The National Telecommunications and Information Administration says Louisiana has completed seven of eight bureaucratic requirements — more than any other state — towards awarding construction contracts that will lay lines that will deliver high-speed internet to the remaining 200,000 locations, mostly rural, that currently don't have access to the service.
"We're trending to knocking out the problem once and for all," said Veneeth Iyengar, executive director for ConnectLA, an agency state government organized about four years ago to coordinate broadband expansion in Louisiana. He expects nearly every household and business in the state will be connected by 2028.
"By complete, I mean that you can call an internet provider, say 'I need my broadband installed in 10 days,' and get it," Iyengar said. Most unserved and underserved areas of the state can't get service at all or can receive high-speed internet only after paying $15,000 or more for installation.
It took telephone companies decades to ensure everyone in the state had phone service. That didn't happen until 2005 when the Louisiana Public Service Commission pressed the companies to provide cell phone service to remote areas where stringing lines proved too expensive.
President Joe Biden's effort to extend broadband has been likened to the program that brought electricity to rural areas in the 1930s.
Louisiana Gov. John Bel Edwards said the state's aggressive pursuit of federal funding for broadband expansion aims to close the digital divide before the next decade begins.
Using different tranches of money, such as dollars from the American Rescue Plan — a pot of federal assistance doled out during the pandemic — the state has completed laying broadband lines in Lafourche and St. Landry parishes. Construction is underway in Iberia, Calcasieu, East Carroll and West Carroll parishes.
"Now we're getting ready for the $1.35 billion," Iyengar said, which he said should be enough to complete the work.
All told, the state will receive about $1.9 billion in federal cash for broadband expansion, a number that includes grants from the Infrastructure Investment and Jobs Act, the Federal Communications Commission, U.S. Treasury and the National Telecommunications and Information Administration.
Wednesday is the second anniversary of Infrastructure Investment and Jobs Act, and members of the Biden administration are using the date to remind voters of all the projects being funded by the $1.2 trillion law. About 40,000 projects are in development, including strengthening the electric grid; upgrading roads, bridges and ports; fixing old drinking water systems that had become dangerous from corrosion; expanding passenger rail; and other infrastructure projects.
Included in the Infrastructure Investment and Jobs Act is $42.5 billion for Broadband Equity Access and Deployment, or BEAD. Louisiana is getting $1.35 billion — a little less than Alabama, a little more than Georgia.
The BEAD program prioritizes areas marked as "unserved" — those with access to speeds of 25 megabits per second (Mbps) download and 3 Mbps upload — for subsidized infrastructure projects, followed by "underserved" areas — those with speeds of less than 100 Mbps. The Biden administration said the grant program paves the way for all Americans to have access to affordable, reliable, high-speed internet service by 2030.
Biden tapped Mitch Landrieu, the former mayor of New Orleans, the task of coordinating the work between federal agencies and the states, guiding local governments through the complex bidding and permitting processes. Landrieu says the effort to deliver broadband is his favorite part of the infrastructure act.
"Knowledge is the great equalizer," Landrieu said in an interview last week. "If you don't have access to the technology that gives you access to that knowledge, you get left behind."
In addition to building infrastructure in remote areas, the program also gives $30 in subsidies each month to help offset internet plans for low-income households.
The National Telecommunications and Information Administration recently approved Louisiana's initial proposal that, in part, determines how many locations are eligible for broadband infrastructure expansion.
The formal challenge process began on Oct. 6 and should be complete by Jan. 4.
The second volume of the BEAD Initial Proposal focuses more on workforce development, such as training technicians, and teaching about 460,000 Louisiana residents how to use the technology to apply for a job online, schedule a telehealth visit, pay bills and other tasks.
Iyengar said the state should be able to make requests for bids in March or April and after federal approval of those chosen for the work, construction will begin.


> **Task objective**
Omit the images, then print each record below exactly as it reads.

> **Figure record listings**

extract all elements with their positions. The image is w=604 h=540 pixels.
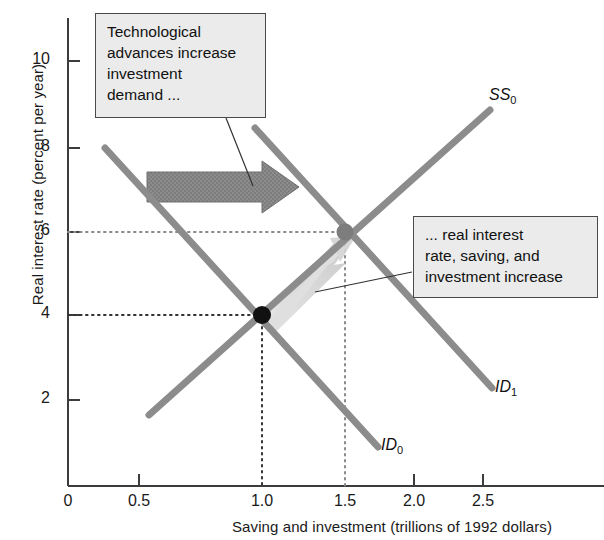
y-axis-ticks (68, 61, 80, 400)
callout-equilibrium-increase: ... real interest rate, saving, and inve… (413, 216, 598, 298)
x-axis-title: Saving and investment (trillions of 1992… (232, 518, 552, 535)
callout-line: rate, saving, and (425, 245, 588, 266)
callout-line: investment (107, 63, 256, 84)
y-tick-label-6: 6 (24, 221, 50, 239)
equilibrium-point-initial (253, 306, 271, 324)
x-tick-label-1-5: 1.5 (322, 492, 368, 510)
demand-shift-arrow (147, 161, 299, 213)
x-tick-label-1-0: 1.0 (239, 492, 285, 510)
y-tick-label-2: 2 (24, 389, 50, 407)
y-tick-label-10: 10 (24, 50, 50, 68)
curve-label-id0: ID0 (381, 436, 403, 456)
equilibrium-point-new (337, 224, 354, 241)
callout-line: advances increase (107, 42, 256, 63)
callout-technological-advances: Technological advances increase investme… (95, 13, 266, 118)
figure-root: Real interest rate (percent per year) Sa… (0, 0, 604, 540)
x-tick-label-2-0: 2.0 (391, 492, 437, 510)
curve-label-id1: ID1 (495, 378, 517, 398)
curve-label-ss0: SS0 (489, 86, 516, 106)
x-tick-label-2-5: 2.5 (460, 492, 506, 510)
curve-label-id1-subscript: 1 (511, 386, 517, 398)
curve-label-id1-text: ID (495, 378, 511, 395)
callout-line: demand ... (107, 84, 256, 105)
curve-label-ss0-subscript: 0 (510, 94, 516, 106)
callout-line: investment increase (425, 266, 588, 287)
x-tick-label-0-5: 0.5 (116, 492, 162, 510)
y-tick-label-4: 4 (24, 304, 50, 322)
y-axis-title: Real interest rate (percent per year) (29, 60, 46, 310)
curve-label-id0-subscript: 0 (397, 444, 403, 456)
callout-line: Technological (107, 21, 256, 42)
curve-label-ss0-text: SS (489, 86, 510, 103)
equilibrium-move-arrow (266, 236, 356, 332)
y-tick-label-8: 8 (24, 137, 50, 155)
curve-label-id0-text: ID (381, 436, 397, 453)
x-axis-ticks (139, 474, 483, 486)
callout-line: ... real interest (425, 224, 588, 245)
x-tick-label-0: 0 (45, 492, 91, 510)
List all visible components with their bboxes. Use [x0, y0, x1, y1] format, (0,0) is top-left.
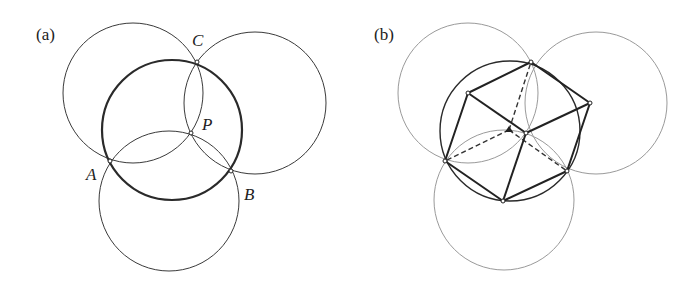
- panel-a-label: (a): [36, 25, 55, 44]
- label-B: B: [244, 185, 255, 204]
- circle-top-right-light: [525, 32, 667, 174]
- label-C: C: [192, 31, 204, 50]
- point-P: [189, 131, 193, 135]
- label-P: P: [201, 115, 212, 134]
- point-A: [108, 159, 112, 163]
- label-A: A: [85, 165, 97, 184]
- circle-top-left: [63, 23, 203, 163]
- circle-top-right: [184, 32, 326, 174]
- point-B: [229, 169, 233, 173]
- panel-b-label: (b): [374, 25, 394, 44]
- panel-b: (b): [374, 23, 667, 270]
- hidden-vertex-marker: [505, 126, 513, 132]
- panel-a: (a) C P A B: [36, 23, 326, 271]
- figure: (a) C P A B: [0, 0, 696, 290]
- point-C: [195, 60, 199, 64]
- circle-circum-bold: [102, 60, 242, 200]
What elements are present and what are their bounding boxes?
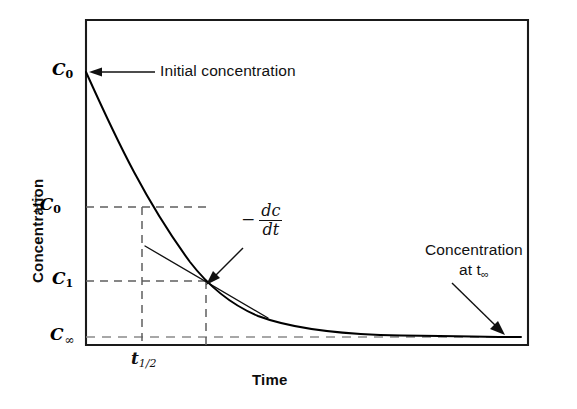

> **Written response**
extract all elements with their positions. The image is w=604 h=540 pixels.
y-axis-ticks (68, 61, 80, 400)
callout-equilibrium-increase: ... real interest rate, saving, and inve… (413, 216, 598, 298)
x-axis-title: Saving and investment (trillions of 1992… (232, 518, 552, 535)
callout-line: rate, saving, and (425, 245, 588, 266)
callout-line: investment (107, 63, 256, 84)
y-tick-label-6: 6 (24, 221, 50, 239)
equilibrium-point-initial (253, 306, 271, 324)
x-tick-label-1-5: 1.5 (322, 492, 368, 510)
demand-shift-arrow (147, 161, 299, 213)
x-tick-label-1-0: 1.0 (239, 492, 285, 510)
y-tick-label-2: 2 (24, 389, 50, 407)
y-tick-label-10: 10 (24, 50, 50, 68)
curve-label-id0: ID0 (381, 436, 403, 456)
equilibrium-point-new (337, 224, 354, 241)
callout-line: advances increase (107, 42, 256, 63)
callout-technological-advances: Technological advances increase investme… (95, 13, 266, 118)
figure-root: Real interest rate (percent per year) Sa… (0, 0, 604, 540)
x-tick-label-2-0: 2.0 (391, 492, 437, 510)
curve-label-id1: ID1 (495, 378, 517, 398)
curve-label-ss0: SS0 (489, 86, 516, 106)
x-tick-label-2-5: 2.5 (460, 492, 506, 510)
curve-label-id1-subscript: 1 (511, 386, 517, 398)
curve-label-id1-text: ID (495, 378, 511, 395)
callout-line: demand ... (107, 84, 256, 105)
curve-label-ss0-subscript: 0 (510, 94, 516, 106)
callout-line: investment increase (425, 266, 588, 287)
x-tick-label-0-5: 0.5 (116, 492, 162, 510)
y-tick-label-4: 4 (24, 304, 50, 322)
y-axis-title: Real interest rate (percent per year) (29, 60, 46, 310)
curve-label-id0-subscript: 0 (397, 444, 403, 456)
callout-line: Technological (107, 21, 256, 42)
curve-label-ss0-text: SS (489, 86, 510, 103)
equilibrium-move-arrow (266, 236, 356, 332)
y-tick-label-8: 8 (24, 137, 50, 155)
curve-label-id0-text: ID (381, 436, 397, 453)
x-axis-ticks (139, 474, 483, 486)
callout-line: ... real interest (425, 224, 588, 245)
x-tick-label-0: 0 (45, 492, 91, 510)
List all visible components with their bboxes. Use [x0, y0, x1, y1] format, (0,0) is top-left.
- panel-a-label: (a): [36, 25, 55, 44]
- label-B: B: [244, 185, 255, 204]
- circle-top-right-light: [525, 32, 667, 174]
- label-C: C: [192, 31, 204, 50]
- point-P: [189, 131, 193, 135]
- label-P: P: [201, 115, 212, 134]
- point-A: [108, 159, 112, 163]
- label-A: A: [85, 165, 97, 184]
- circle-top-left: [63, 23, 203, 163]
- circle-top-right: [184, 32, 326, 174]
- point-B: [229, 169, 233, 173]
- panel-b-label: (b): [374, 25, 394, 44]
- panel-b: (b): [374, 23, 667, 270]
- hidden-vertex-marker: [505, 126, 513, 132]
- panel-a: (a) C P A B: [36, 23, 326, 271]
- figure: (a) C P A B: [0, 0, 696, 290]
- point-C: [195, 60, 199, 64]
- circle-circum-bold: [102, 60, 242, 200]
What elements are present and what are their bounding boxes?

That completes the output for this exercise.